━━━━━ Data section ━━━━━
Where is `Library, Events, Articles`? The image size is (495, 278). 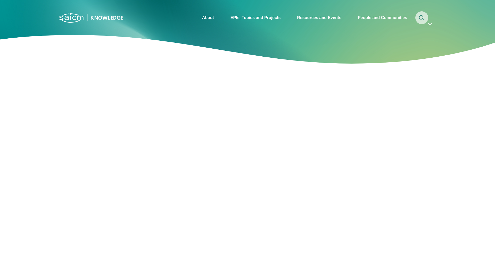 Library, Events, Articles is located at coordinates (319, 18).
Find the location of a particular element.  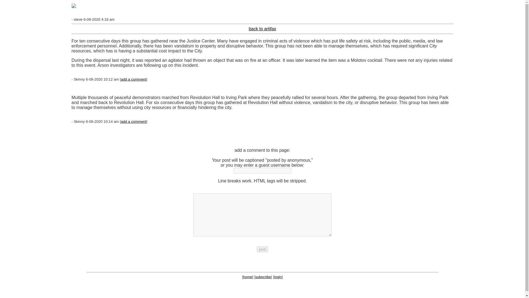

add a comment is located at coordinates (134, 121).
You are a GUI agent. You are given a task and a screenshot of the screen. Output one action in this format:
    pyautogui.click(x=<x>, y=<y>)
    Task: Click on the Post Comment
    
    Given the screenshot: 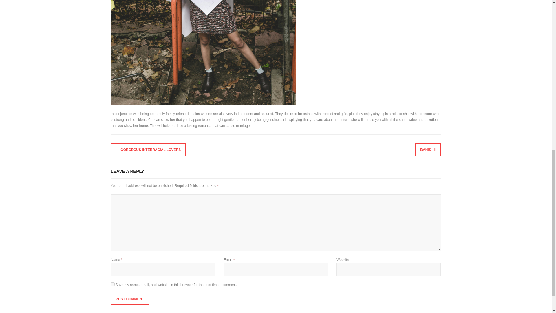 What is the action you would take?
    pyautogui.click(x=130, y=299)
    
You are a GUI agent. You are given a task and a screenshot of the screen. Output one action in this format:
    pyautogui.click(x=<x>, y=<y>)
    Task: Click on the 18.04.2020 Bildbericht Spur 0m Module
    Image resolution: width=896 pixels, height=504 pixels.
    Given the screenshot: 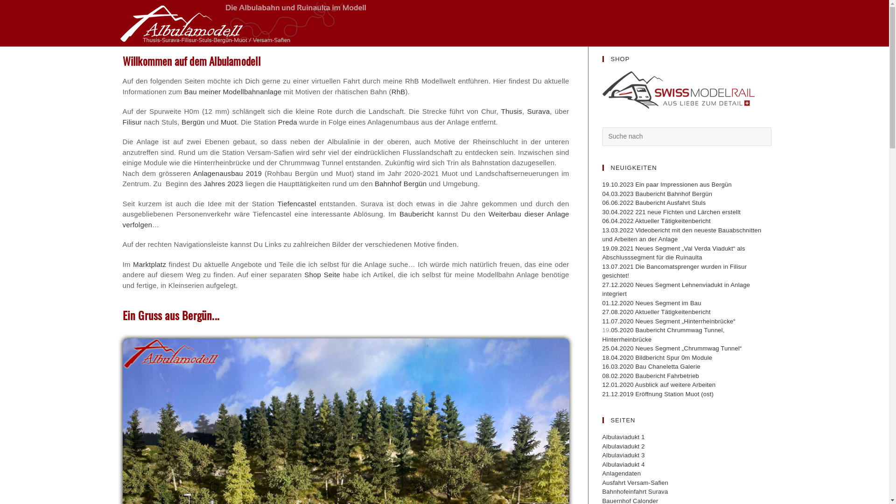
━━━━━
Action item:
Reproduce only the lines between the line with "Task: Click on the 18.04.2020" and the final line of the records, both included, so that the copy matches them exactly and contains no pictures.

Task answer:
    Task: Click on the 18.04.2020 Bildbericht Spur 0m Module
    Image resolution: width=896 pixels, height=504 pixels.
    Given the screenshot: 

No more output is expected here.